Rediscovered French Culinary Treasures: Pork Chop à la Carême
Don't forget about the old people and the things from the past
Look, I'm not saying I'm some kind of culinary archaeologist, but when I stumbled across this newly translated French cookbook from the 1840s, something hit different.
This isn't just any dusty collection of recipes. This is Marie-Antoine fucking Carême—the OG first celebrity chef who was feeding emperors and kings while most cooks were still figuring out not to burn water. The translation just dropped in 2024, but the techniques? Pure 19th-century culinary warfare.
I wrote an article about him and a pastry he invented
“From Palace to Apartment: A Story of Vol-au-Vent”
Part II: Vol Au Vent.... a lesson and story - on the man Marie-Antoine Careme and one of his inventions.
THE THING ABOUT OLD COOKBOOKS
They don't write cookbooks like this anymore. Today it's all "15-minute meals" and "5-ingredient weeknight dinners." Nothing wrong with that, but there's something about these old-school texts that feels like getting high-level intelligence briefings from culinary ghosts.
Reading Carême is like watching someone explain how to build a Ferrari when everyone else is still riding horses. The level of detail, the obsession with technique—it's fucking beautiful. And it makes you wonder: what else have we lost along the way?
Your grandma probably had techniques that would make a Michelin-starred chef weep. But did she write them down? Did anyone ask before she was gone? Probably not. We're too busy watching 30-second cooking videos and thinking we know shit.
Talk to someone who cooked before there was an internet. Before you could Google "how to make bread." Before cooking became content. Their knowledge isn't optimized for algorithms—it's optimized for feeding people well.
Or better yet, find an old cookbook. Not the pristine collector's item kind. The battle-scarred veteran with stained pages and cryptic margin notes that say things like "more butter!!!" and "NOT THIS WAY" in angry grandma handwriting.
That's where the real shit is.
So I decided to riff on one of Carême's techniques. Nothing too pretentious—just a bone-in pork loin chop with a breading station setup. AP flour, egg wash, panko for that satisfying schnitzel crunch. Classic technique, executed well.
But the sauce? That's where things got interesting.
What I created was my interpretation of what seems to be sauce Duchambais—at least a bastardized, modern version of it as I saw. The book's description was loose as hell, and when I tried researching online, I got conflicting info. Classic case of culinary telephone stretching across two centuries. So is this Duchambais? Maybe not— but FUCK IT.
I made mine with crème fraîche, a gastrique using shallots and tarragon stems, and this ridiculous strawberry vinegar from Acid League. Threw in some algae oil and mushroom oil because why the fuck not? Finished with fresh chopped tarragon.
Did Carême use mushroom oil? Let’s be real— no. But he would've if he could.
Posted this on IG thinking maybe my usual crowd would dig it. Woke up to 100K views. WHAT?
Watch Video Below
WHY THIS MATTERS
Here's the thing that fucks me up about cooking from old books: I'm literally putting my hands in the same ingredients, going through the same motions as some cook in a dimly lit kitchen in 1840s France. Except they didn’t have AC or a proper fridge, they didn’t have the nice blender or the fancy pizza oven.
There's something almost supernatural about that connection. Carême probably stood over a sauce like this tasting and adjusting, cursing under his breath when something wasn't right. Just like I did. Just like you will.
Food isn't just fuel. It's not content. It's not even just culture. It's a time machine, it’s how we connect with the past.
So next time you're scrolling through recipes looking for something "innovative," remember that innovation sometimes means looking backward. Talk to your elders. Read old books. The good stuff isn't always new. Sometimes it's just been forgotten.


• EXERCISE
All of the lines below are to be transcribed faithfully, with pictures excluded from the copy.

• RECORDS FOR PROCESSING

=== Begin Enclosure ===

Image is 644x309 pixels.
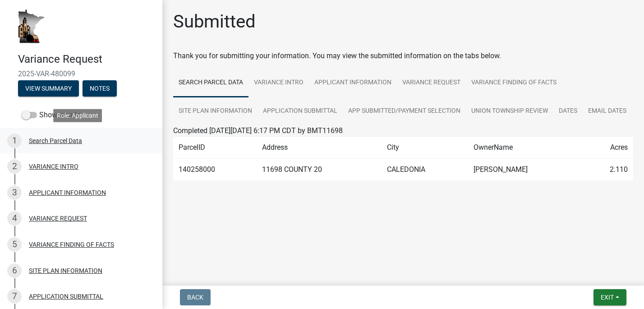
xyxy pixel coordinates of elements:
img: Houston County, Minnesota [18,9,45,43]
button: Back [180,289,211,305]
td: 140258000 [173,159,257,181]
a: DATES [553,97,582,126]
div: SITE PLAN INFORMATION [29,268,102,274]
td: [PERSON_NAME] [468,159,582,181]
div: Search Parcel Data [29,138,82,144]
a: APPLICANT INFORMATION [309,69,397,97]
a: Search Parcel Data [173,69,248,97]
wm-modal-confirm: Notes [83,85,117,93]
a: VARIANCE FINDING OF FACTS [466,69,562,97]
td: CALEDONIA [381,159,468,181]
span: Back [187,293,204,301]
div: 6 [7,263,22,278]
td: ParcelID [173,137,257,159]
div: APPLICANT INFORMATION [29,190,106,196]
td: 11698 COUNTY 20 [257,159,381,181]
div: 2 [7,159,22,174]
td: Acres [582,137,633,159]
div: 3 [7,185,22,200]
a: UNION TOWNSHIP REVIEW [466,97,553,126]
a: APP SUBMITTED/PAYMENT SELECTION [343,97,466,126]
td: 2.110 [582,159,633,181]
wm-modal-confirm: Summary [18,85,79,93]
div: 7 [7,289,22,303]
div: VARIANCE REQUEST [29,215,87,222]
button: Exit [593,289,626,305]
span: Exit [600,293,613,301]
div: 1 [7,134,22,148]
a: VARIANCE REQUEST [397,69,466,97]
label: Show emails [22,110,80,120]
a: Email DATES [582,97,632,126]
div: 5 [7,237,22,252]
a: VARIANCE INTRO [248,69,309,97]
h4: Variance Request [18,53,155,66]
div: VARIANCE FINDING OF FACTS [29,241,114,248]
td: Address [257,137,381,159]
a: APPLICATION SUBMITTAL [258,97,343,126]
button: Notes [83,80,117,96]
div: VARIANCE INTRO [29,163,79,170]
a: SITE PLAN INFORMATION [173,97,258,126]
span: Completed [DATE][DATE] 6:17 PM CDT by BMT11698 [173,127,343,135]
button: View Summary [18,80,79,96]
div: 4 [7,211,22,226]
span: 2025-VAR-480099 [18,70,144,78]
div: Role: Applicant [53,109,102,122]
div: APPLICATION SUBMITTAL [29,293,103,300]
h1: Submitted [173,11,256,32]
td: OwnerName [468,137,582,159]
td: City [381,137,468,159]
div: Thank you for submitting your information. You may view the submitted information on the tabs below. [173,50,633,61]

=== End Enclosure ===

• ANSWER TO THIS TASK
Image is 644x309 pixels.
xyxy pixel coordinates of elements:
img: Houston County, Minnesota [18,9,45,43]
button: Back [180,289,211,305]
td: 140258000 [173,159,257,181]
a: DATES [553,97,582,126]
div: SITE PLAN INFORMATION [29,268,102,274]
td: [PERSON_NAME] [468,159,582,181]
div: Search Parcel Data [29,138,82,144]
a: APPLICANT INFORMATION [309,69,397,97]
a: Search Parcel Data [173,69,248,97]
wm-modal-confirm: Notes [83,85,117,93]
a: VARIANCE FINDING OF FACTS [466,69,562,97]
td: CALEDONIA [381,159,468,181]
span: Back [187,293,204,301]
div: 6 [7,263,22,278]
td: ParcelID [173,137,257,159]
div: APPLICANT INFORMATION [29,190,106,196]
td: 11698 COUNTY 20 [257,159,381,181]
div: 2 [7,159,22,174]
td: Acres [582,137,633,159]
div: 3 [7,185,22,200]
a: UNION TOWNSHIP REVIEW [466,97,553,126]
a: APP SUBMITTED/PAYMENT SELECTION [343,97,466,126]
td: 2.110 [582,159,633,181]
wm-modal-confirm: Summary [18,85,79,93]
div: 7 [7,289,22,303]
div: VARIANCE REQUEST [29,215,87,222]
button: Exit [593,289,626,305]
span: Exit [600,293,613,301]
div: 1 [7,134,22,148]
a: VARIANCE REQUEST [397,69,466,97]
label: Show emails [22,110,80,120]
a: Email DATES [582,97,632,126]
div: 5 [7,237,22,252]
a: VARIANCE INTRO [248,69,309,97]
h4: Variance Request [18,53,155,66]
div: VARIANCE FINDING OF FACTS [29,241,114,248]
td: Address [257,137,381,159]
a: APPLICATION SUBMITTAL [258,97,343,126]
button: Notes [83,80,117,96]
div: VARIANCE INTRO [29,163,79,170]
a: SITE PLAN INFORMATION [173,97,258,126]
span: Completed [DATE][DATE] 6:17 PM CDT by BMT11698 [173,127,343,135]
button: View Summary [18,80,79,96]
div: 4 [7,211,22,226]
span: 2025-VAR-480099 [18,70,144,78]
div: Role: Applicant [53,109,102,122]
div: APPLICATION SUBMITTAL [29,293,103,300]
h1: Submitted [173,11,256,32]
td: OwnerName [468,137,582,159]
td: City [381,137,468,159]
div: Thank you for submitting your information. You may view the submitted information on the tabs below. [173,50,633,61]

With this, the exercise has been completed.